Lord Field of Birkenhead
Main Page: Lord Field of Birkenhead (Crossbench - Life peer)Department Debates - View all Lord Field of Birkenhead's debates with the Cabinet Office
(10 years, 5 months ago)
Commons ChamberI was not aware of that. I will follow the reaction in Southend very closely.
Does the Prime Minister recall that, at one time, we had a Prime Minister called Harold Wilson, who thought that there should be fundamental reform of the then common market? After much huffing and puffing, he announced to an amazed electorate that he had gained those fundamental changes. Harold, being a clever person, never defined what those changes were. In order to give the electorate a real choice this time, will the Prime Minister set up a red and blue lines committee so that voters will know from where he is batting when it comes to the crucial negotiations?
Of course we will set those out very clearly—[Interruption.] I have said that we have got to get Britain out of ever-closer union and end the abuse of free movement and welfare. We have got to have proper safeguards so that we can stay in the single market but not have to join the single currency, proper safeguards so that if we do not want to be in justice and home affairs we should not be in justice and home affairs, and a whole lot more besides. I respect the right hon. Gentleman a great deal, and I would say to him that there is a fundamental difference between the situation he mentioned and what is happening today, because the European Union has changed and developed so much. For those countries that have the euro as their currency, that is driving integration. I believe that, over time, they are going to need not only a banking union but more of a fiscal union and other elements of a transfer union. That will happen to the eurozone, and it is right for the British people to have the opportunity to express their view on a very different position for Britain in that European Union. Those conditions simply did not exist in 1975.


▸ GOAL OF THE EXERCISE
In the entries that follow, how many lines include "Image"? Give the number and nothing else.
---- RECORDS SHOWN
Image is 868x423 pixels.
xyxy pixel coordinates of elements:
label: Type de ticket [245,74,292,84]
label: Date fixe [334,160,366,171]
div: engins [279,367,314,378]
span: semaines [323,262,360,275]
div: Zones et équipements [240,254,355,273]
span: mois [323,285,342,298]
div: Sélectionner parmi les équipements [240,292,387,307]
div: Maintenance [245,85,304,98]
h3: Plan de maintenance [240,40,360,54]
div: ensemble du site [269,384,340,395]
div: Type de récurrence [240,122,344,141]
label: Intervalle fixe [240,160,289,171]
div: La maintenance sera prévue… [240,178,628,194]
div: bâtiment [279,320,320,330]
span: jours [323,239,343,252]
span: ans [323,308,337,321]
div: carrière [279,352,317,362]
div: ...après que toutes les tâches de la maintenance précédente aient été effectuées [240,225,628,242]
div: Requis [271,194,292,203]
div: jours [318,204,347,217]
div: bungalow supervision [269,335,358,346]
--------
---- RECORDS SHOWN
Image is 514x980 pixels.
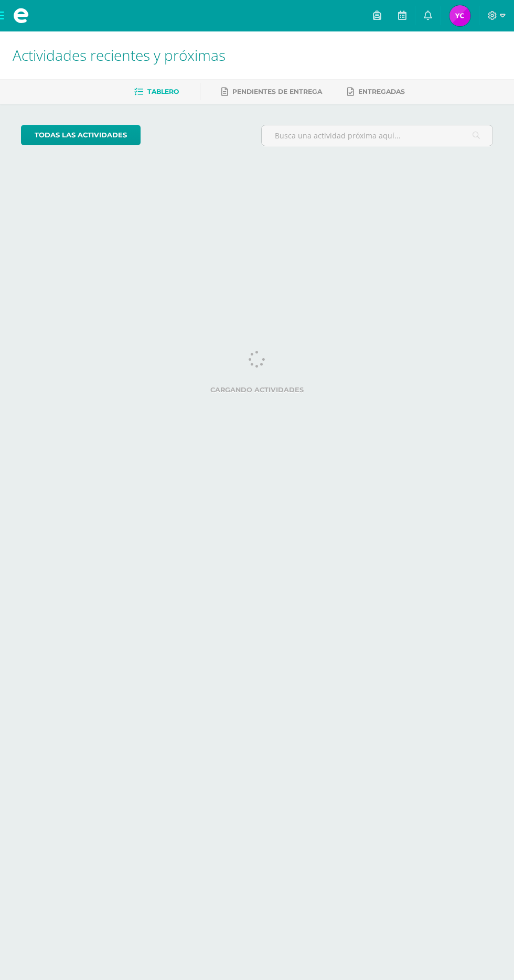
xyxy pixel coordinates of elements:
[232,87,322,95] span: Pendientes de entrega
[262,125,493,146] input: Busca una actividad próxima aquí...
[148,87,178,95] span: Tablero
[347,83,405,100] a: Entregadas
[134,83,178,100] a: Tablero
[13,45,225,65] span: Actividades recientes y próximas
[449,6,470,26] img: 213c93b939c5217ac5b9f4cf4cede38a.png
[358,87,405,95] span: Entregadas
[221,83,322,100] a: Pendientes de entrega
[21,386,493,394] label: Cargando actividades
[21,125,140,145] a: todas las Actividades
--------
▸ SOLUTION FOR THIS TASK
2